If you have been around newsrooms for several decades, especially after the arrival of the Internet, you know that Donald Trump didn’t invent the term “fake news.” Yes, he grabbed it and ran with it. Big time.
Basically, what Orange Man Bad wanted was news coverage that praised all things Trump and, whenever possible, attacked his enemies. This is the flip side of mainstream news offerings that conservatives criticized during the whole Barack “The One” Obama era, when some press people had a thrill-up-the-leg or messiah-esque approach to news.
This preach-to-the-choir ethos is, I believe, one form of “fake news” and I started hearing journalists expressing concerns about it back in the 1980s. Journalists also, as newspaper economics soured, began worrying out loud about news coverage of powerful businesses that resembled cheerleading for the home team. Many feared the line between news and public-relations was in danger.
Then there was the whole “news you can use” phenomenon. The idea is that newsrooms need to offer “news” that is, in reality, offers handy, cheerful, useful, positive guides to local services and worthy causes.
With all of that as a backdrop, let’s look at a recent headline in The Olympian, a mainstream McClatchy chain newspaper up in the deep-blue Pacific Northwest: “Anti-abortion ‘fake clinics’ exist throughout WA. Here’s what they are and how to spot them.”
Read this article and then ask: WHAT IS THIS?
While the scare quotes around ‘fake clinics’ provide a smidgen of editorial distancing, it’s clear — if you look at the sources for this article — that the newspaper is cheering for the pro-abortion-rights activists who are using that term.
But first, WHAT IS THIS? Here is what this article is NOT. It is not an editorial. It is not an opinion column. It is not even a news “analysis” feature.
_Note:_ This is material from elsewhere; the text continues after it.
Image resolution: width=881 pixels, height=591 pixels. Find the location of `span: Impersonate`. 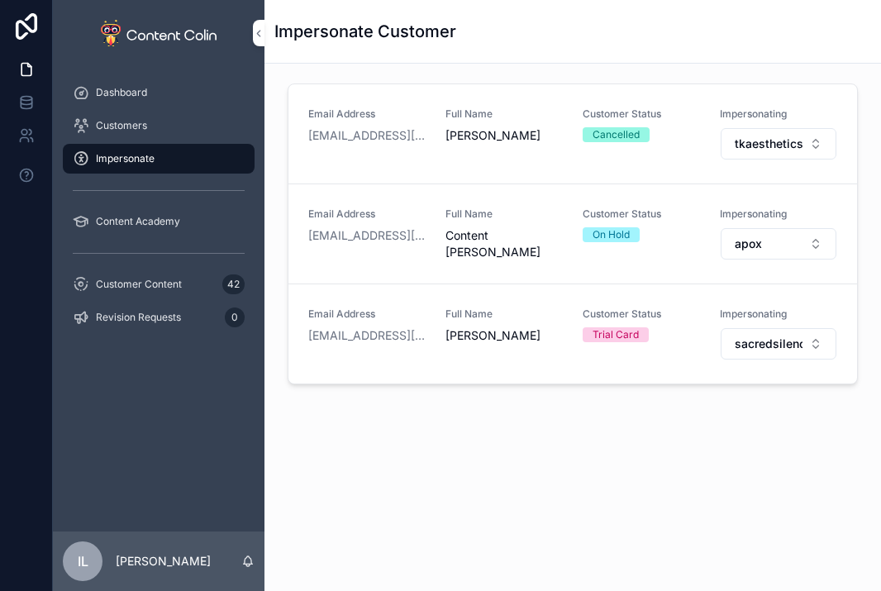

span: Impersonate is located at coordinates (125, 159).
I would argue that this is a “news you can use” feature for readers who want to attack — that word can be used in several ways — religious and nonprofit groups opposed to abortion and, in particular, crisis pregnancy centers. If you have scanned small headlines deep inside mainstream news outlets, you may know that some of these centers, and the churches that support them, have recently experienced vandalism and even arson.